In 2020, Mike Lupica took over a second Robert B. Parker franchise, Paradise, Mass. police chief Jesse Stone. Stone had experienced the most variation over the years since series creator Parker died in 2010, and Lupica was the third author for the character and cast. His first outing was strong, but he faded in 2010's Stone's Throw. The fading continues in Fallout.
Luther "Suitcase" Simpson is one of Jesse's best officers, but he is devastated when his nephew, a star ballplayer, is found dead at the bottom of a bluff. The death has no real signs of foul play, but the young man had a bright future and seemed very level-headed. Jesse believes there's something more than meets the eye.
Then Jesse's predecessor as Paradise police chief, Charlie Farrell, tells Jesse that he's been tracking spam calls that prey on the elderly to defraud them of their money. He thinks he has a lead, but then Charlie is found murdered too. Jesse very much wants to find out what Charlie's lead was and who killed him, while Suitcase and Jesse's assistant chief, Molly Crane, begin to dig into the onion of high school life. But as they try to un-spin the different webs of mystery, they may find them rewoven and ensnaring the three officers themselves.
During much of the late '90s and early ’00s Parker's work was not much more than a cut and paste version of his old self. A reader might wade through a swamp of clever badinage and sangfroidy quips, cameos and walk-ons by previous Parker characters for no real reason whatsoever, scenes and even chapters that had no point. Why? Who knows. Maybe some sense of loyalty to the author himself, a kind of thank-you for some of the absolute gems from earlier in his career. Maybe because of a stubborn belief that at some point, some real thoughts and real insight might coalesce once again from the fog and the half-ass effort in your hands might become something real (Painted Ladies in the Spenser series is a good example of the latter).
Lupica does most of these things in Fallout. There are walk-ons from state police retiree Healy, gangster and pimp Tony Marcus, Jessie's former flame Sunny Randall's former husband Richie Burke, and so on. There is an inexplicable use of Wilson "Crow" Cromartie, a pseudo-Hawk to Jesse's Spenser, and yet another few scenes of Molly Crane desiring Cromartie even though it's already wrecked her marriage, completely implausible connections between events, a girlfriend Jesse kind of likes but will gently move on down the road, and so on.
We would put up with this, more or less, when Parker did it. We were doing it, in a sense, for Parker, for any or all of the reasons above. But as Fallout drags on and on, the reader becomes aware that he or she is making this slog not for Parker, but for Mike Lupica. And there doesn't seem much point to that.
4 comments:
Lupica wrote some good sports-themed books around the turn of the century, but then he started in on Young Adult books.
Perhaps that was his Parker-goes-to-Hollywood moment from which he has not recovered.
I'd never read those; I may have wound up mistaking them for early Harlan Coben, which was sports-themed due to the lead character being a sports agent.
I was talking this over with a college buddy, also a Parker fan, and I advanced the theory that Ace Atkins did the best of all of the Franken-Parkers because he tried to write the characters of Spenser and Spenser's world. Lupica, like most of the others, is trying to write like Parker. Which can be done, but even if it is, so what? Couple hundred pages of imitation?
(All of this excludes Reed Farrell Coleman, who did, basically, I have no effin' idea what.)
In that discussion -- which I may have said before -- my friend eschewed the lot of them by saying, "I don't want to read any of the ghost writers, 'cause the guy I wanna read's a ghost."
Yeah, I have not been keeping up with them for, what, the last decade or so?
I mean, I was keeping up with Parker himself at the end just out of misplaced loyalty.
Also, I'm less and less a fan of modern genre fiction since about 2010 or maybe 2006, so.
I'm a little behind on this one, Padre, forgive me! You're maybe a little hard on late-era Parker - I didn't mind the team-ups, or the odd cameo - but I'd say all of that applies to the post-Parker series writers. (Special shout out to the first guy who wrote the Virgil Cole series: YIKES, was he awful.)
I quit awhile ago, so haven't had the (dis)pleasure of reading Lupica's take on any of the series. Thank you for reaffirming my ignorance. (Heh heh.)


◆ **Problem details**:
Below are records; count the lines among them that include the string "boxes", and state only the number.

******************************

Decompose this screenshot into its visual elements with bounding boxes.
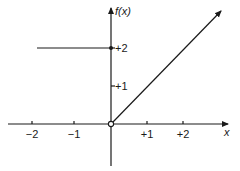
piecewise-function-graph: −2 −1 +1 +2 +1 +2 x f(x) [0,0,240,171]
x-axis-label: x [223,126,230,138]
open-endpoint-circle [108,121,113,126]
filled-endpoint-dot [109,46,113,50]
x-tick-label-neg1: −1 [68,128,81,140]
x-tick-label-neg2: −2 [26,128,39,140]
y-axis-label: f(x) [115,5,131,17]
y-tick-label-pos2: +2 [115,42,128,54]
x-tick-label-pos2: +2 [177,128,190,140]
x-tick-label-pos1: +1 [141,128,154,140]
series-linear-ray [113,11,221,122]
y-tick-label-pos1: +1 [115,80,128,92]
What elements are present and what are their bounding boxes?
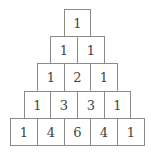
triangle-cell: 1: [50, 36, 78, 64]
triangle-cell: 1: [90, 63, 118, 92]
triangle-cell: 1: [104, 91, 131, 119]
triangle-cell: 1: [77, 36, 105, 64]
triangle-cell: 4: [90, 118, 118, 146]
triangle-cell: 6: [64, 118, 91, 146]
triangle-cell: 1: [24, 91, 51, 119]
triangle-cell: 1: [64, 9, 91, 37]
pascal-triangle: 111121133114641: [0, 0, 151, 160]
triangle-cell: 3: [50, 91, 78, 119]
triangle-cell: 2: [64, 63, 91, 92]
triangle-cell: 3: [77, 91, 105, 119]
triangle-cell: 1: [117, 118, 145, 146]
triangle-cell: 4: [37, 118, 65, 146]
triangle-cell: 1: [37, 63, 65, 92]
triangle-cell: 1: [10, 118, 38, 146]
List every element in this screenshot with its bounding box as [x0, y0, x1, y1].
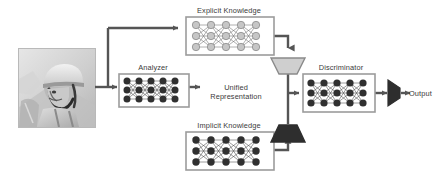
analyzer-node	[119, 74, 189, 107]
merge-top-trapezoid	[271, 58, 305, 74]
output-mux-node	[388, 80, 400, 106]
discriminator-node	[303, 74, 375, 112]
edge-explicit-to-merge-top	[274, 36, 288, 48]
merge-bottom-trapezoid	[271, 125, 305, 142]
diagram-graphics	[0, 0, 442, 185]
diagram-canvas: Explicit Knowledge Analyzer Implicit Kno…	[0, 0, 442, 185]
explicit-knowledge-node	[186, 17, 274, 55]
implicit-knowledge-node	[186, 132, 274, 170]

******************************

◆ **Exercise result**:
2